I'm wondering about this too. Is this thread helping you, Aaron?

Aaron

Sorry I've been absent for a bit everybody!
Quite alot of useful information and insight which I think will help me quite a bit and while it did seem to get off track a bit I still think it's been very helpful.
My next TROS session is in  a couple of weeks.  We left if last time with the villagers all frightened and enraged by someone stealing and killing the townsfolks children.  The PC's just came back form battling an animated Scarecrow, one of them carrying the hat it had been wearing that had fallen off durign the fight.  One of the villagers recognises the hat and the call goes up that its all farmer Bobs fault and they are off to lynch him.  The PC are going to try and stop them.  This is another Social conflict.  I don't mind whether farmer Bob cops it or not so its going to be up to the players to convince the mob,(not me!)
I grabbed a copy of Trollbabe and have been devouring that and am looking over Burning Wheel and d20 Dynasties and Demagogues(I got this a while back as I have had this social conflict problem for a while!) and am going to try and come up witha social combat system for TROS that is similar to the combat system, for consistency.

Ron Edwards

Thanks for coming back to it, Aaron.

I'll call this a good point for closing this thread, but also for encouraging others (as well as Aaron, after the next game) to begin new Actual Play threads which build on the points and questions that arose here.

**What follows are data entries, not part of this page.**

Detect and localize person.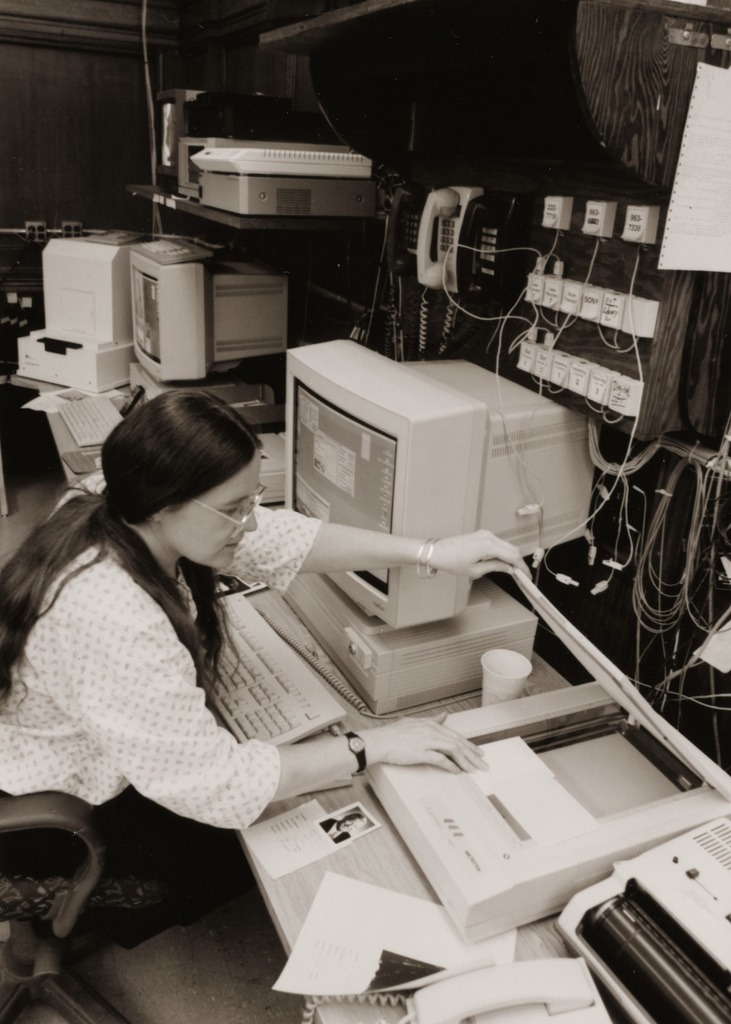
Localized at {"x1": 0, "y1": 390, "x2": 530, "y2": 944}.
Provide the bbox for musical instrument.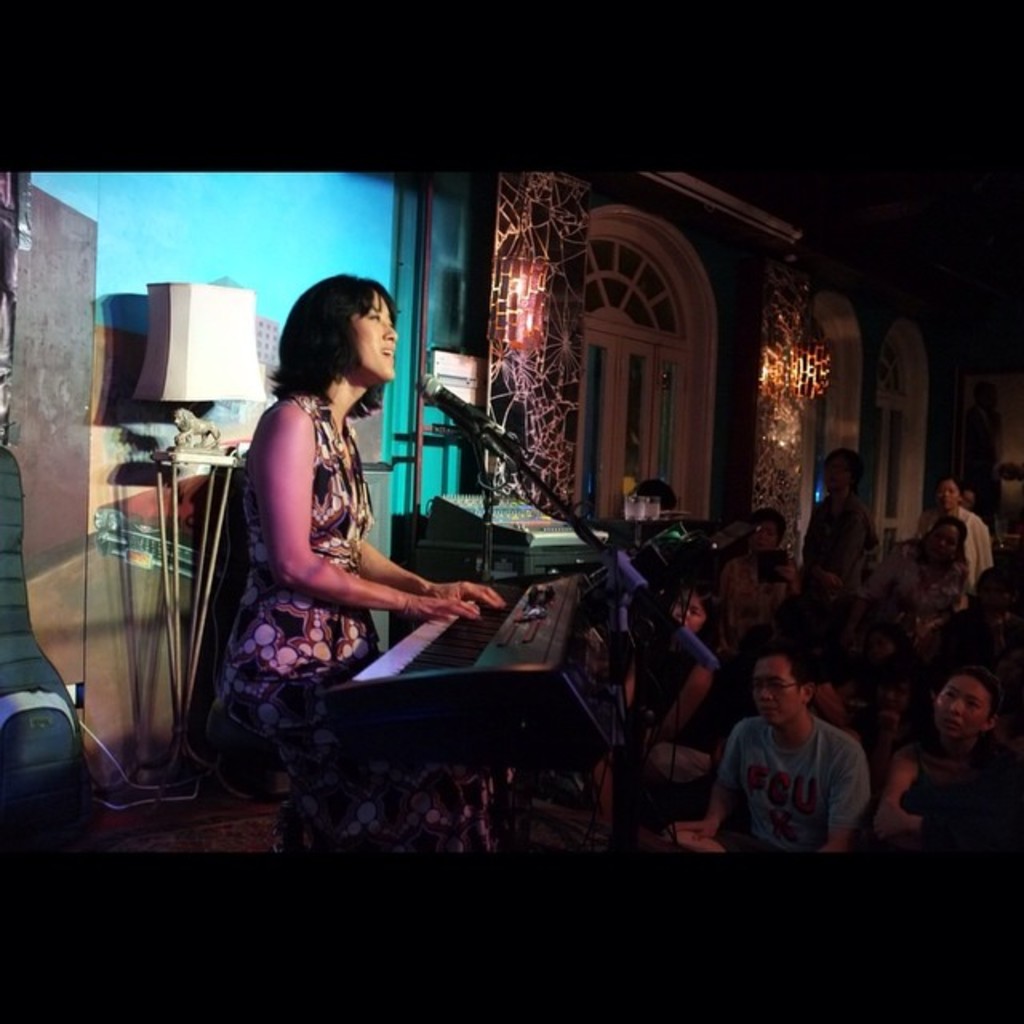
box=[320, 563, 637, 757].
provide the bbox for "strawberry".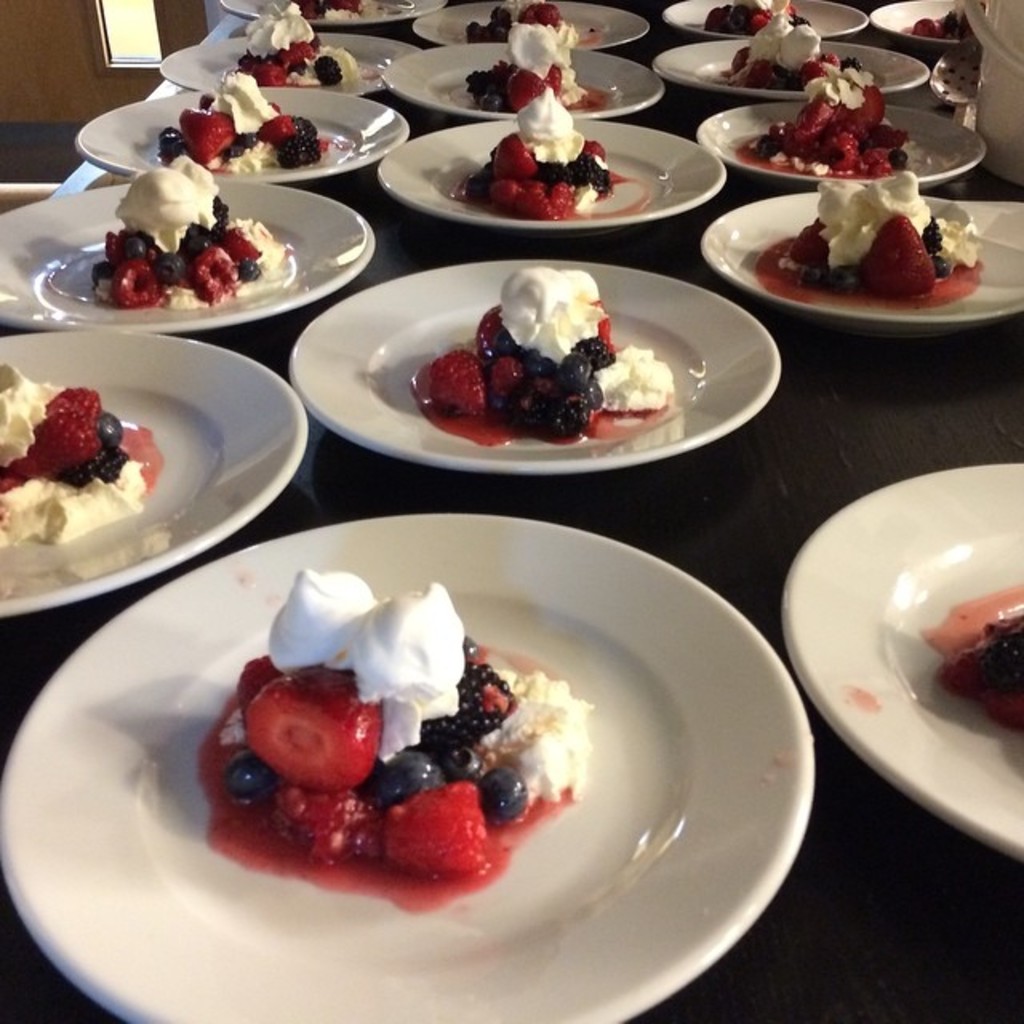
bbox=(517, 181, 560, 221).
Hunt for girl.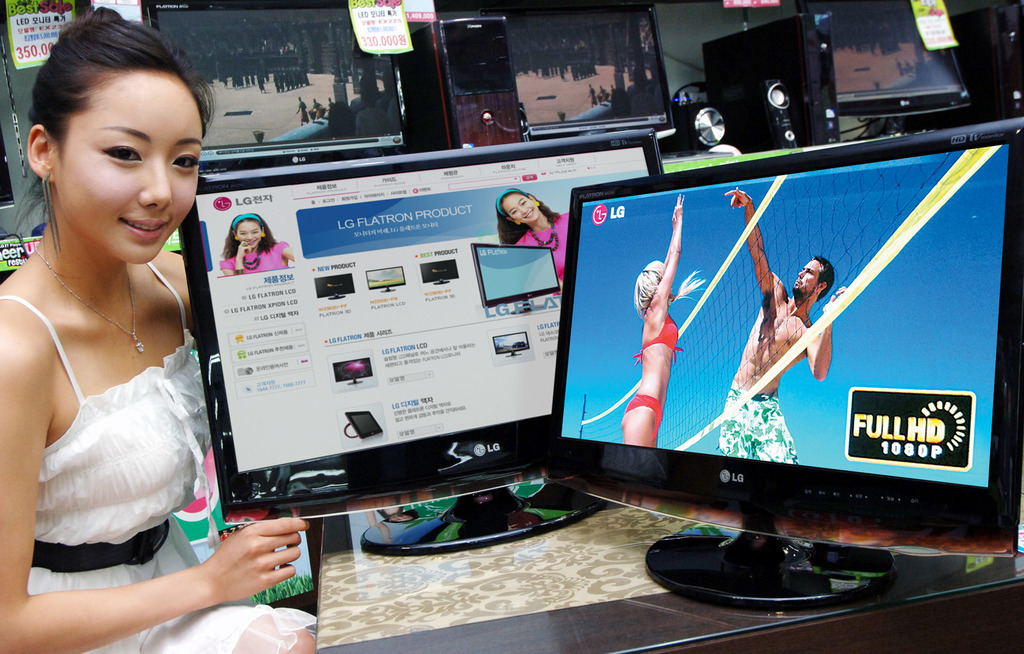
Hunted down at box(490, 186, 565, 296).
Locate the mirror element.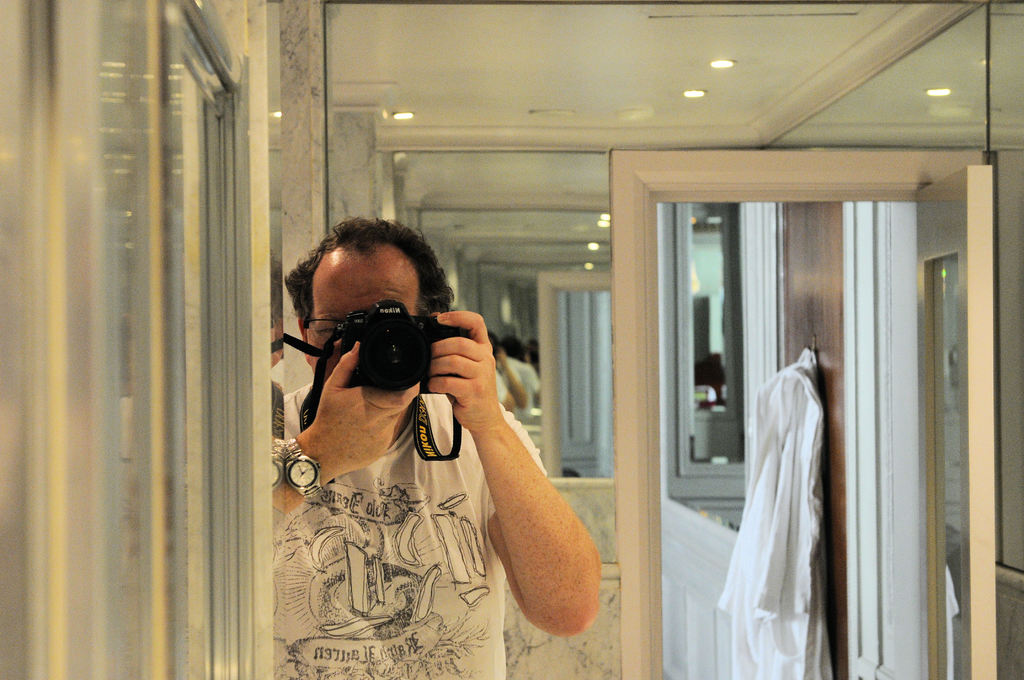
Element bbox: (left=323, top=0, right=987, bottom=679).
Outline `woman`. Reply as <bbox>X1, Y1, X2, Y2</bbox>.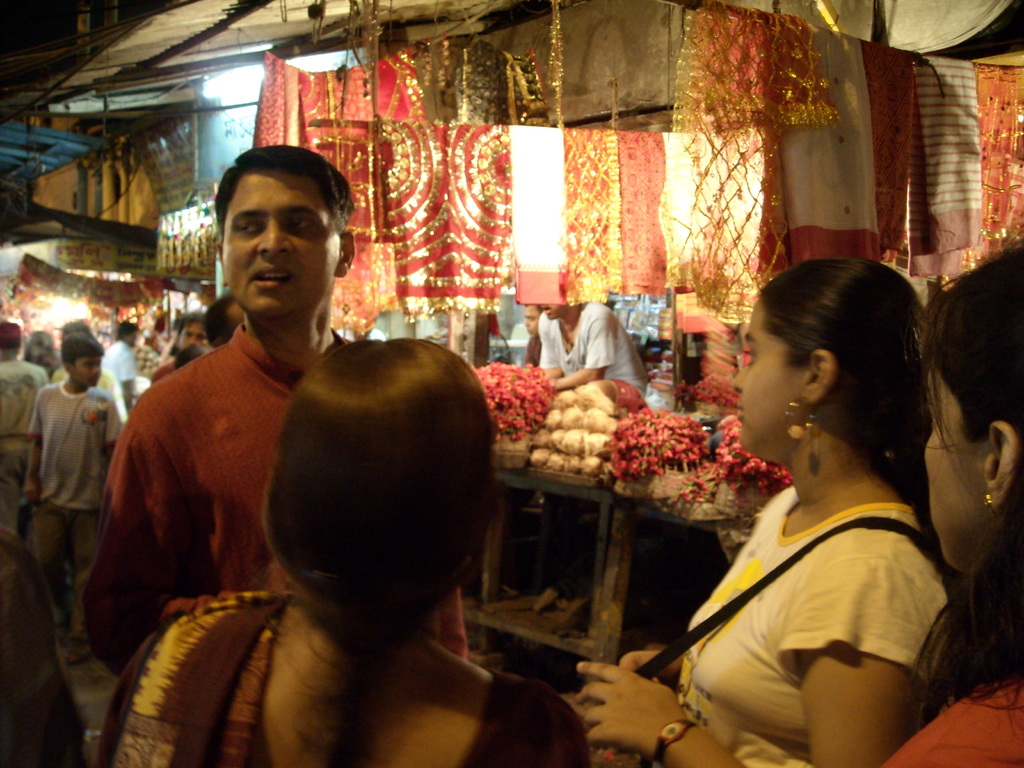
<bbox>572, 257, 959, 767</bbox>.
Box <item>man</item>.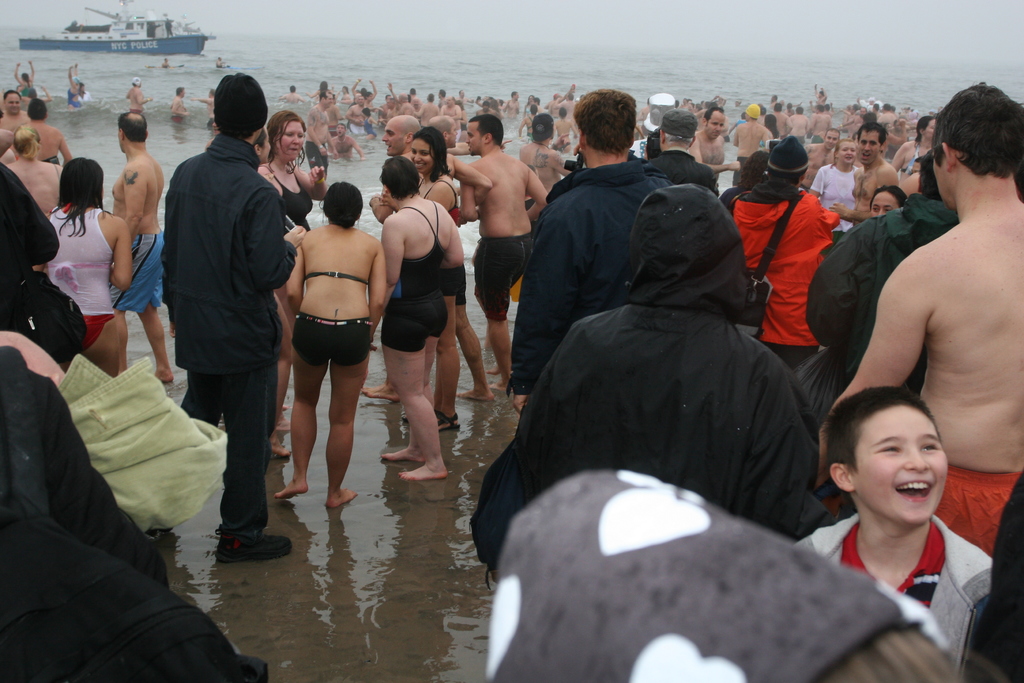
(x1=188, y1=88, x2=221, y2=131).
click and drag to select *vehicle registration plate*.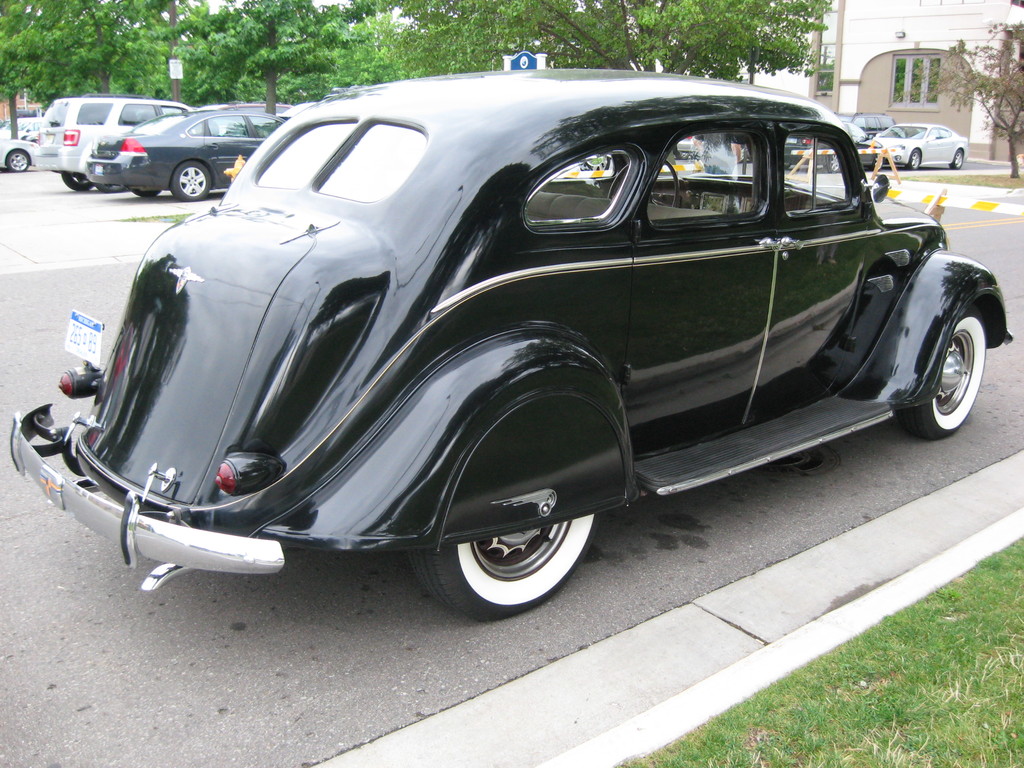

So, it's closed now. But don't think of this thread as stopped, but rather as spawning offspring ... go ye forth and multiply.

Best, Ron

Storn

QuoteI grabbed a copy of Trollbabe and have been devouring that and am looking over Burning Wheel and d20 Dynasties and Demagogues(I got this a while back as I have had this social conflict problem for a while!) and am going to try and come up witha social combat system for TROS that is similar to the combat system, for consistency.

Can I sneak in a question that might help spawn a follow up thread?

Aaron, I quoted you above.  My question is HOW is that above mentioned stuff striking you?  I'm very curious on what you are going to tweak and what you are not... and how your players respond and feel about it all.